Vicús culture

The Vicús culture ( named after a small village in the north of Peru, about 40 km west of Piura ), belonged to an archaeologically dated nor bad period at approximately the 5th century BC to the 6th century AD. It belongs to the so-called classical pre-Columbian cultures, whose center is obviously the high valleys Piuras were, but probably spread to the north, up to the present southern Ecuador, and south to the Lambayeque valley.

Vicús Art

The wealth and diversity of Vicús Art, which was only discovered during the looting of hundreds of graves around 1960, have two different origins out of a possibly from Ecuador, the other locally. In fact, there are in the Vicús ceramic two traditional styles that, although both represent the same concept funeral, are completely different.

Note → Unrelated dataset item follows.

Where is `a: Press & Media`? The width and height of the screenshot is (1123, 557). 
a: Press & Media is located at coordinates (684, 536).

• The one Vicús - Vicús, similar to the Ecuadorian style, stands out with unpolished ceramic, or the absence of size ratios in the figure of humans or animals, the contempt of natural forms, often by simple forms and elaboration: It is predominantly a rough design of humans or animals, adorned with smoke, which is brought to bear with white paint.

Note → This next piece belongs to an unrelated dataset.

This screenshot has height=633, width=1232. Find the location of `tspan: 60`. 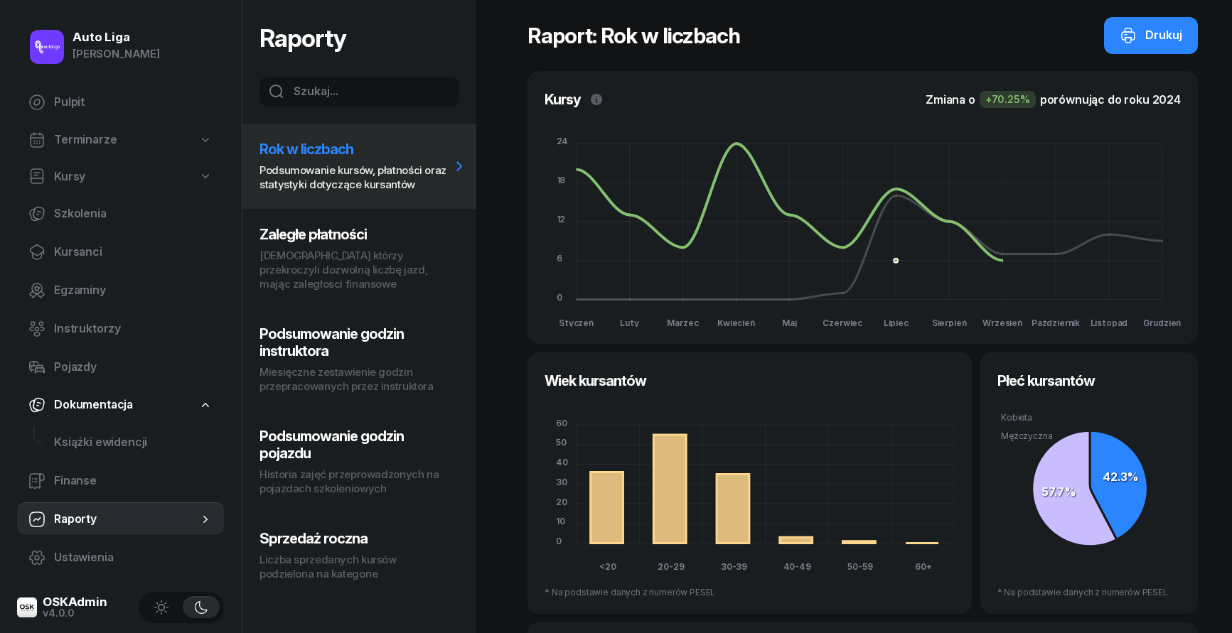

tspan: 60 is located at coordinates (562, 423).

• The other, Vicús - Moche, shows a design and shapes that seem to come directly from the Mochica culture. After the Peruvian archaeologist Luis Guillermo Lumbreras, the Mochica were socially and politically advanced and would subject the people of Vicús and can impose on them their artistic style. The Vicús region was for centuries an important place of exchange between northern Peru and southern Ecuador, and even southern Colombia. This diverse culture is characterized in metallurgy, eg in the processing of copper, arsenic bronze and gold-copper compounds, where innumerable forms have been processed in the applied techniques and forms and by the influence of different meridional or north styles.